Clients at all levels of an organization must be motivated and courageous individuals who want to improve their performance through better understanding themselves and their environment. Through self-knowledge and guided consideration of challenges, clients uncover why they behave as they do or why they are perceived by others as they are. Through non-judgmental, focused questioning, the coach invites the client to look at situations from many angles, reveals underlying assumptions, and will notice and reveal habits.

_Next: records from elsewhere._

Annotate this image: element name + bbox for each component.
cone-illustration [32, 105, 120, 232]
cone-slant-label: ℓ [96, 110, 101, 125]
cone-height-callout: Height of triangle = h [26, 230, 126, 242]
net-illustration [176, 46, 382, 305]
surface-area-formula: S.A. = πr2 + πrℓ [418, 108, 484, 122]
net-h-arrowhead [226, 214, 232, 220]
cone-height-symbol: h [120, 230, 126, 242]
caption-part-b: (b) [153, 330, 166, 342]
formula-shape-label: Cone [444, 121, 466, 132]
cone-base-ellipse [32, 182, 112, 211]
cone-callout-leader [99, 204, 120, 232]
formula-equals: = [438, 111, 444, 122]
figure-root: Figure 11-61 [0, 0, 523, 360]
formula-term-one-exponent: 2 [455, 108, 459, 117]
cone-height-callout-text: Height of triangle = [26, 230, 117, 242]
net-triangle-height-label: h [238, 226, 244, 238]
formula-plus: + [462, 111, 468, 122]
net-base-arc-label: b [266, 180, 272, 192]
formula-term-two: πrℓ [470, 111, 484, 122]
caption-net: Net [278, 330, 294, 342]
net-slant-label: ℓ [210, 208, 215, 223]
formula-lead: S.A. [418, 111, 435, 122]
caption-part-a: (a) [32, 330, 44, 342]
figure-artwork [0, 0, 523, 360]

Some of the reasons to hire an executive coach may include:

  • I have been promoted and I’m not experienced at managing direct reports
  • Our team is not working well together
  • I (or someone in the organization) wants to improve as a leader
  • Communication within and across teams is not working
  • We avoid conflict so shy away from giving and receiving valuable feedback
  • We have had a great, successful few years and now I’m feeling overwhelmed
  • I want a sounding board as I navigate work challenges
  • My leadership team is great, but we are entering a new phase and I want to accelerate their development.
  • I waste too much time on details; I need to delegate more.

Professional executive coaching is recognized as a valuable professional development benefit for individuals and teams. Those who have experienced coaching’s benefits and power understand what it is, who it is for, when to do it, how it works, why it works, how to choose a coach, and how to sustain the positive change. However, many are still not acquainted with the powerful possibilities coaching offers professionals.

See: IOC-science  and ICF-research

 

David Whyte is a unique and powerful talent, who approaches executive leadership development through poetry, language, metaphors, and workshops that challenge clients to learn the skill of “conversational leadership.”  The poem below, “Lost” is an old Native American story that he often shares with the audience.

“Lost” is about honoring the present. Coaches focus on the present. Many of us get lost in our concerns about what will be or what has happened, at the expense of understanding what is happening now and what it means. By developing the ability to stand in the present and live in the balance between where you are now and where you want to be, you can find fresh opportunities and choose a path that will serve you well. All actions must take place in the present.

Coaching focuses on the present. Knowing how you want to show up, what strengths you bring to a situation, where you want to be, and how or whether to include others. Coaching helps to develop clarity needed to create a future and a past that reflect your best self and aspirations.

Lost – by David Wagoner

Stand still. The trees ahead and bushes beside you

Are not lost. Wherever you are is called Here,

And you must treat it as a powerful stranger,

Must ask permission to know it and be known.

The forest breathes. Listen. It answers,

I have made this place around you.

If you leave it, you may come back again, saying Here.

No two trees are the same to Raven.

No two branches are the same to Wren.

If what a tree or a bush does is lost on you,

You are surely lost. Stand Still. The forest knows

Where you are. You must let it find you.